Hackers have laid siege to U.S. health care and a tiny HHS office is buckling under the pressure

Cyber crooks steal medical information of tens of millions of people in the U.S. every year, a number that is rising fast as health care undergoes its digital transformation.

It leads to millions of dollars in losses for hospitals, insurers and other health care organizations, threatens care delivery and exposes patients to identity theft.

But the Department of Health and Human Services’ Office for Civil Rights, which is tasked with investigating breaches, helping health care organizations bolster their defenses, and fining them for lax security, is poorly positioned to help. That’s because it has a dual mission — both to enforce the federal health privacy law known as HIPAA and to help the organizations protect themselves — and Congress has given it few resources to do the job.



“They’re a fish out of water … They were given the role of enforcement under HIPAA but weren’t given the resources to support that role,” said Mac McMillan, CEO of CynergisTek, a Texas firm that helps health care organizations improve their cybersecurity.
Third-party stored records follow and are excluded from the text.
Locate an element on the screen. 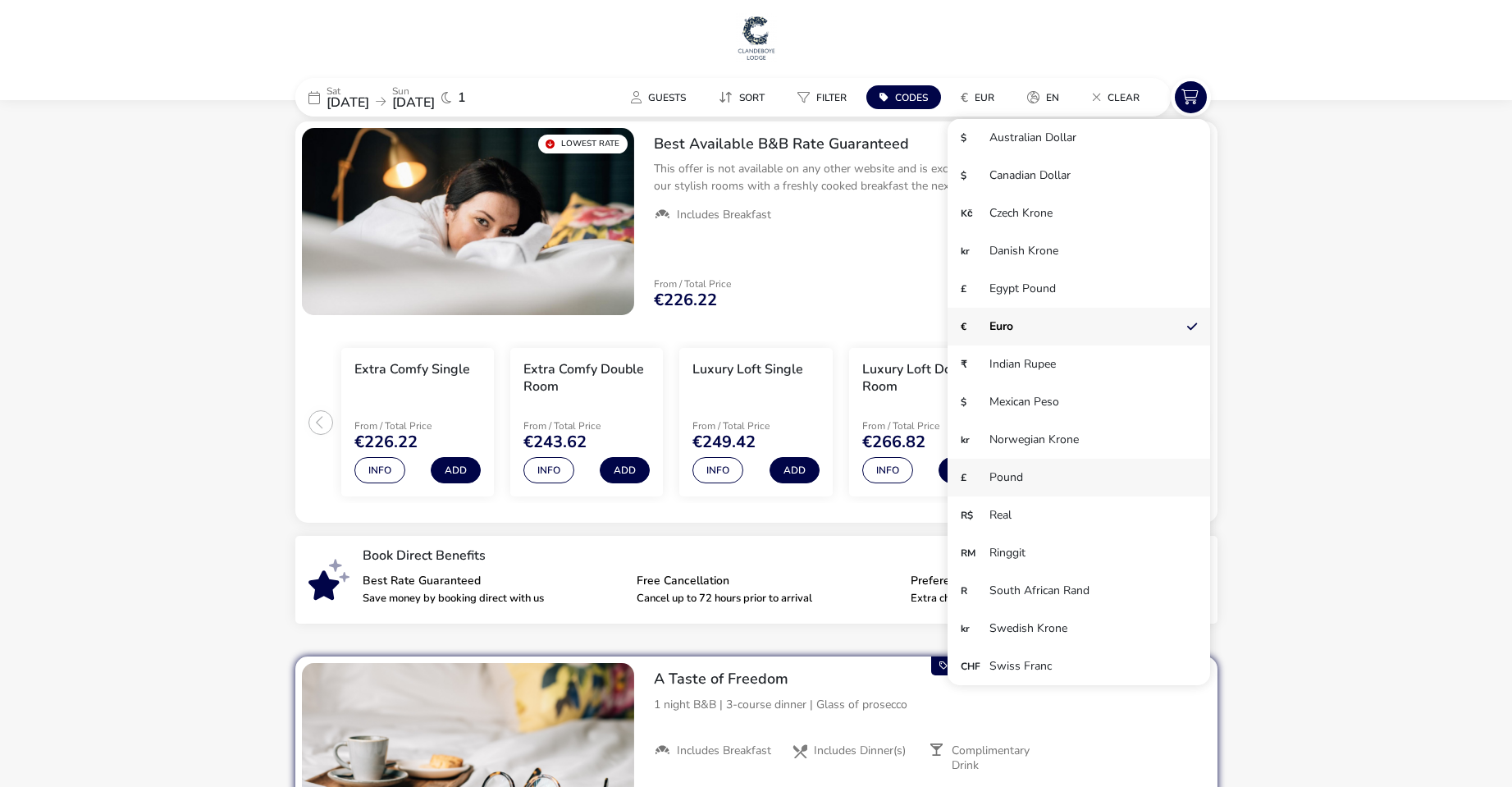 Image resolution: width=1512 pixels, height=787 pixels. p: This offer is not available on any other website and is exclusive to you! Enjoy an overnight stay... is located at coordinates (929, 177).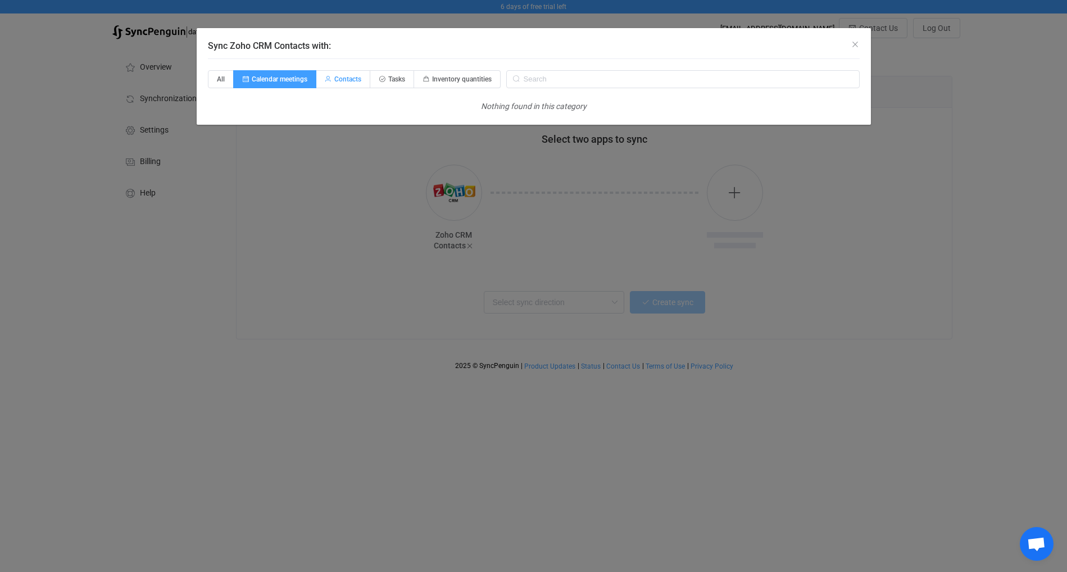 The height and width of the screenshot is (572, 1067). What do you see at coordinates (534, 76) in the screenshot?
I see `div: Sync Zoho CRM Contacts with:` at bounding box center [534, 76].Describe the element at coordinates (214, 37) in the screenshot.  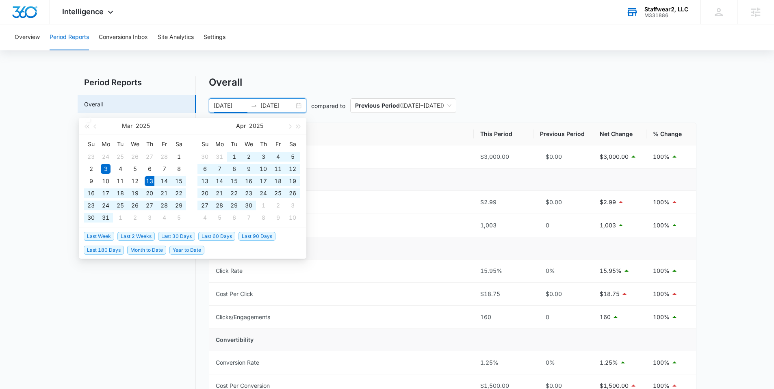
I see `button: Settings` at that location.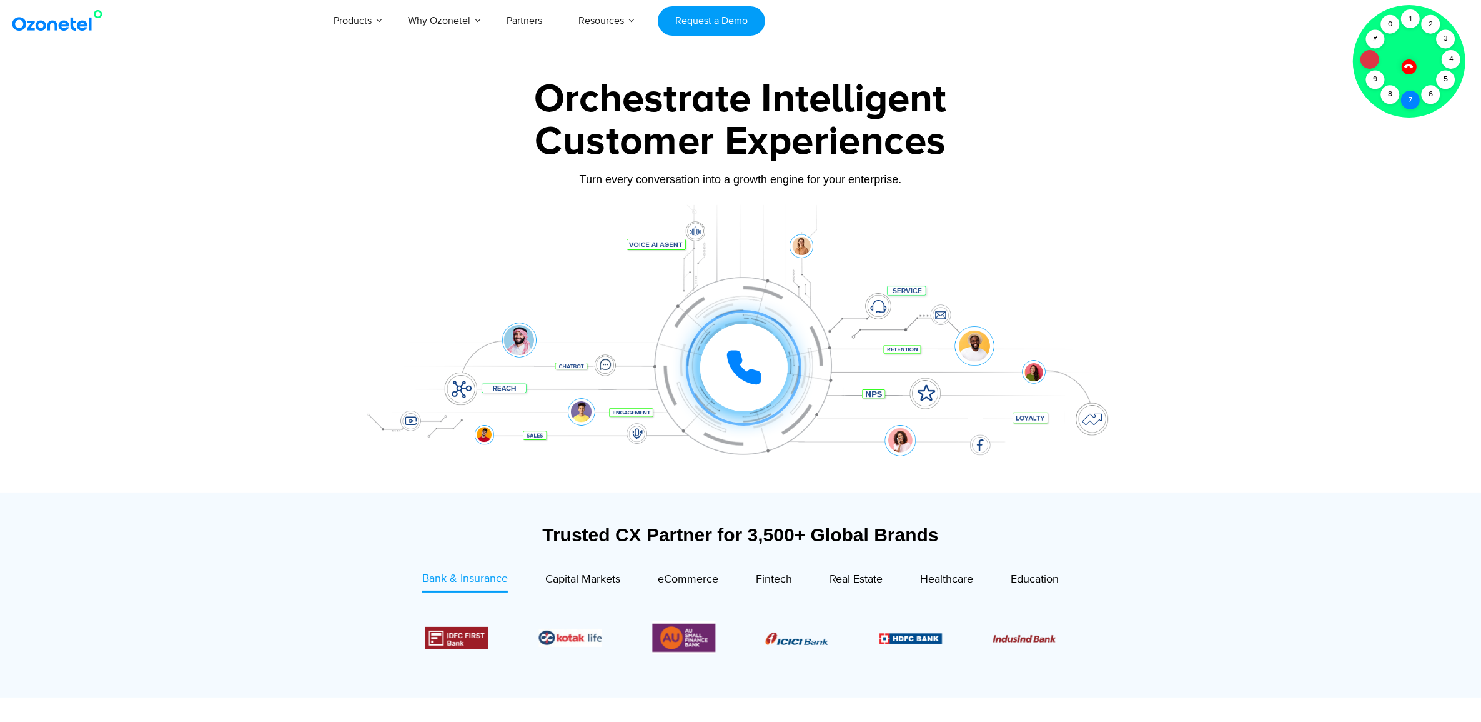  Describe the element at coordinates (711, 21) in the screenshot. I see `a: Request a Demo` at that location. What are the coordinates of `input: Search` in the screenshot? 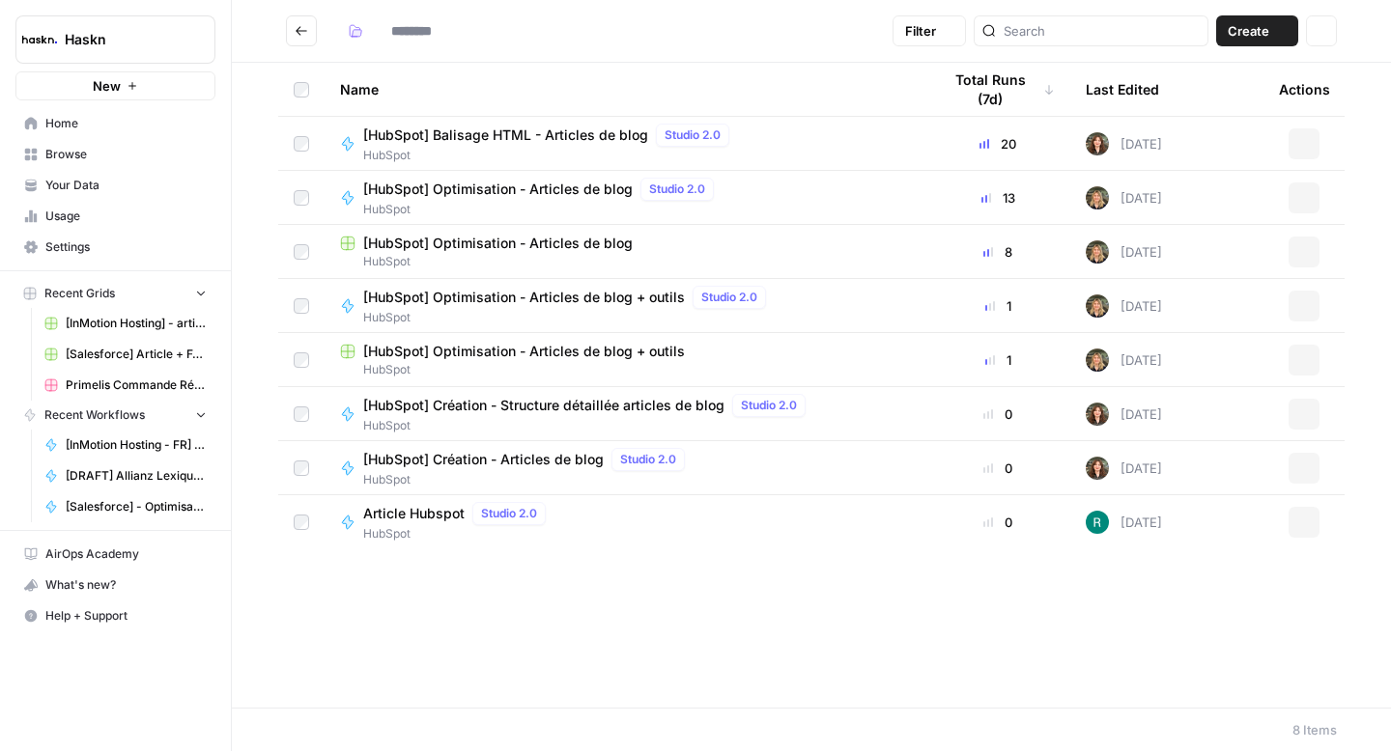 It's located at (1101, 31).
Due to its shoestring budget, the Office for Civil Rights has fewer investigators than many local police departments, and its investigators have to deal with more than a hundred cases at a time. The office had a budget of $38 million in 2022 — the cost of about 20 MRI machines that can cost $1 million to $3 million a pop.

Another problem is that the office relies on the cooperation of the victims, the institutions that hackers have targeted, to provide evidence of the crimes. Those victims may sometimes be reluctant to report breaches, since HHS could then accuse them of violating HIPAA and levy fines that come on top of costs stemming from the breach and the ransoms often demanded by the hackers.

Depending on the circumstances, it can seem like blaming the victim, especially since the hackers are sometimes funded or directed by foreign governments. And it’s raised questions about whether the U.S. government should be doing more to protect health organizations.

In an Aug. 11 letter to HHS Secretary Xavier Becerra, Sen. Angus King (I-Maine) and Rep. Mike Gallagher (R-Wis.), past co-chairs of a cybersecurity commission that examined the danger, raised that point, questioning the government’s “lack of robust and timely sharing of actionable threat information with industry partners.”

‘A stronger hammer’

The scope of the threat is massive and the consequences of breaches severe. According to a 2021 survey by the Healthcare Information and Management Systems Society, more than two-thirds of health care organizations had a “significant” incident in the previous year — mostly phishing or ransomware attacks.

These episodes pose potentially significant financial consequences and can threaten patients’ lives. A recent report from cybersecurity company Cynerio and the Ponemon Institute, a cybersecurity research center, found that about 1 in 4 cyberattacks resulted in increased mortality by delaying care.

Experts said the health care sector is particularly vulnerable to attacks, partly due to its digital transformation and partly due to its vulnerability to ransomware. Disrupting care could endanger patients’ lives, which can leave health care organizations feeling forced to fork over ransoms. In 2021 alone, hackers accessed records of nearly 50 million people, raising privacy concerns and leaving many vulnerable to fraud.